The Psychology of Selling a Business
If you can’t picture life after the sale, we need to prepare you to sell.
You’ve worked hard.
You have spent 20, 30, maybe 40 years building your business.
It has your fingerprints on every part of it from the way customers are greeted, the systems you designed, even the quirks of the office coffee maker. One day, you decide it’s time to sell. You expect the hardest part to be getting the numbers right. But the real gut-punch comes when a buyer asks, “How will this company run without you?”
That’s when you realize selling a business isn’t just a financial transaction. It’s a psychological one.
The problem many owners face is simple: they underestimate the emotional weight of letting go. Owners sometimes sabotage deals, not because the offer was bad, but because they weren’t ready to separate their identity from their company. The fear of being “less than” without the business can be paralyzing.
It gets worse. When emotion enters the room unchecked, rational decisions go out the window. I’ve watched sellers cling to unrealistic valuations because “that number feels right.” Others walk away from qualified buyers because no one seems “good enough.” These aren’t financial errors; they’re psychological ones. And they kill deals.
Or even worse still: there are many stories of sellers calling their business broker a week or so after the deal has closed, stating that it was a big mistake and they want to reverse the sale.
But the paradox is that the owners who manage this transition well often achieve not just higher sale prices, but smoother exits and healthier post-sale lives. Why? Because they understood the psychology early and built a plan around it.

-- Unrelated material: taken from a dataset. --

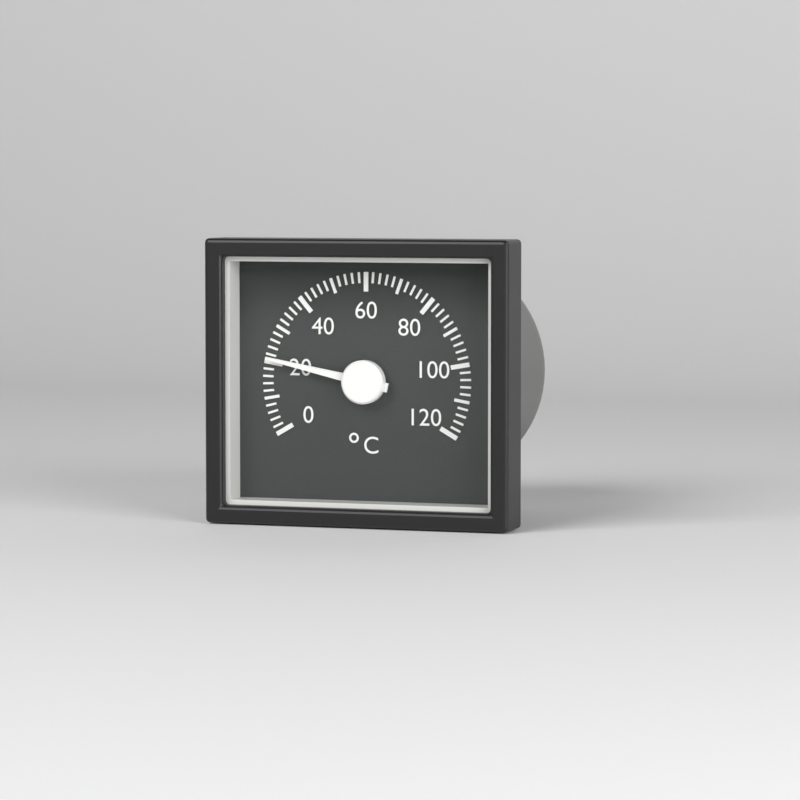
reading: 21 °C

Instead of feeling blindsided by the emotional rollercoaster, you anticipate it. You define what life after the business looks like, and you separate your self-worth from your P&L. You walk into negotiations clear-eyed, ready to maximize transferable value, not defend your ego. That’s when buyers lean in, and deals get done.
So, what’s the solution?
It starts with three mental shifts.
First, stop thinking of your business as an extension of yourself. Think of it as an asset you’ve stewarded. Your legacy isn’t the company itself—it’s the people you’ve developed, the customers you’ve served, and the value you’ve created.

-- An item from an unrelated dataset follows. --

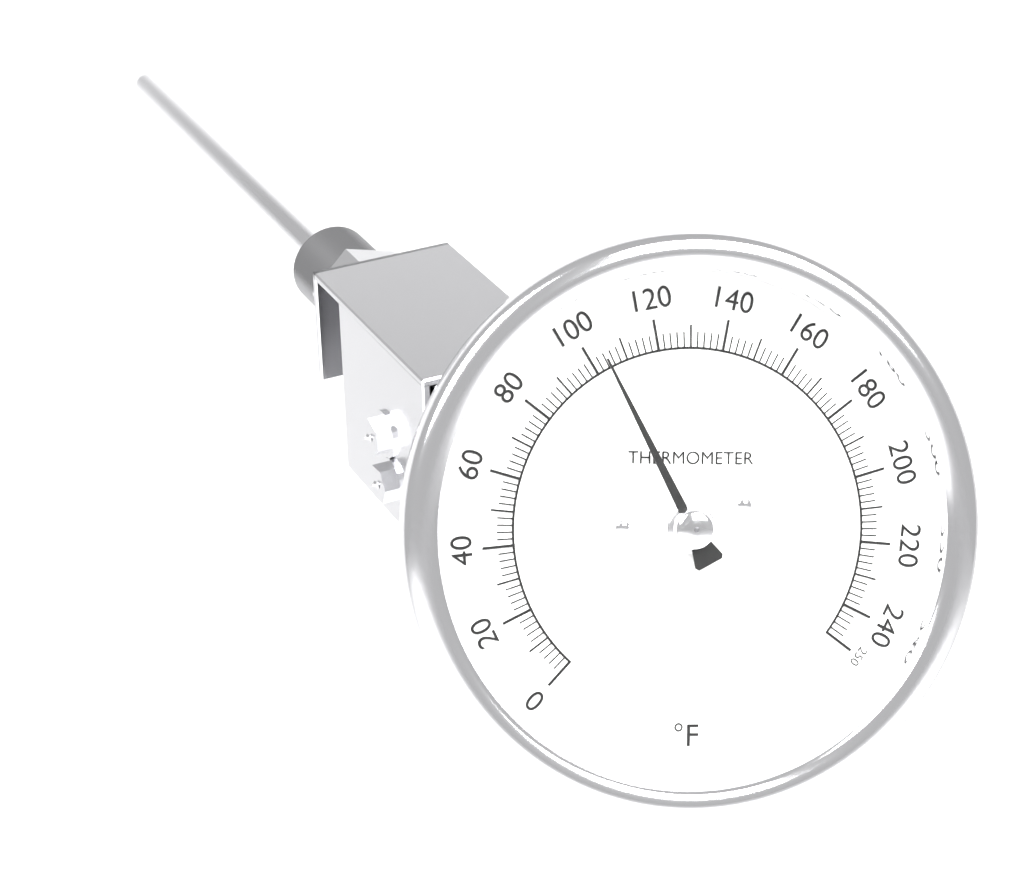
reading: 104 °F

Second, replace “What will I lose?” with “What am I gaining?” Time, freedom, new ventures, health, family—these are currencies too. When you weigh them honestly, the sale becomes an opportunity, not a death sentence.
Third, prepare emotionally as thoroughly as you prepare financially. Just as you’d clean up the books and optimize operations, clean up your mindset. Talk to peers who’ve sold. Work with advisors who understand the emotional side. Even simple rituals—like writing down what you want life to look like post-sale—can anchor you when doubts creep in.

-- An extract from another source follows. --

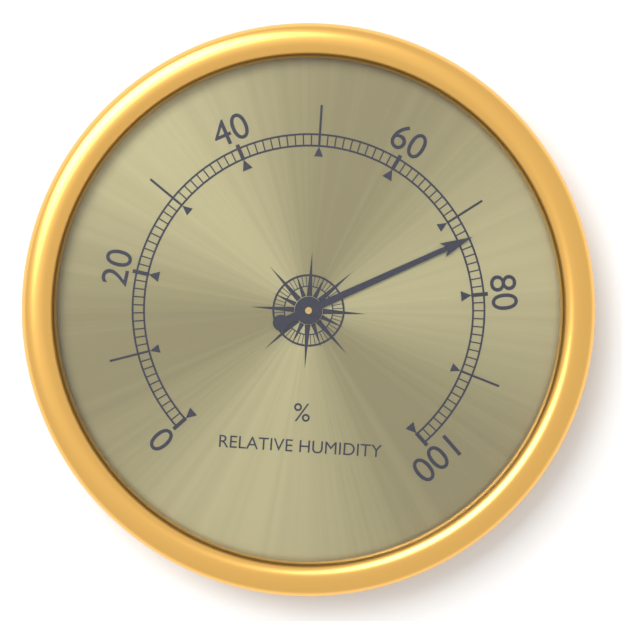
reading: 73 %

Here’s the sentence I tell nearly every seller:
If you can’t picture life after the sale, we need to prepare you to sell.
I spoke to an owner who had built a manufacturing firm over three decades. His first instinct was to pass the business to his children. But after honest conversations, he realized none of them wanted it. That moment could have been devastating. Instead, we reframed it: his legacy wasn’t forcing them into his path, but giving them the freedom to pursue their own. He sold to a buyer who modernized the company, preserved jobs, and kept his name on the building. Today, he calls me from his boat a few times a year to tell me he’s living better than he ever imagined.
Selling a business is as much a psychological shift as a financial one. If you want to maximize both the value of your company and your personal fulfillment, you have to master the mental game as much as the numbers.
David Hermann, CEO of hermanngroup and M&A Advisor/Broker at Sunbelt Business Brokers of Colorado
David Hermann is a transformative advisor and strategist who turns complex business challenges into extraordinary successes. Known for driving over $500 million in documented financial improvements for clients, David partners with C-suite leaders to unlock their full potential. With 60+ speaking engagements, numerous publications, and a spot in the top 1% of Consulting Voices and top 1% of the Social Selling Index on LinkedIn, he’s passionate about making strategy, change leadership, and operations insightful and accessible.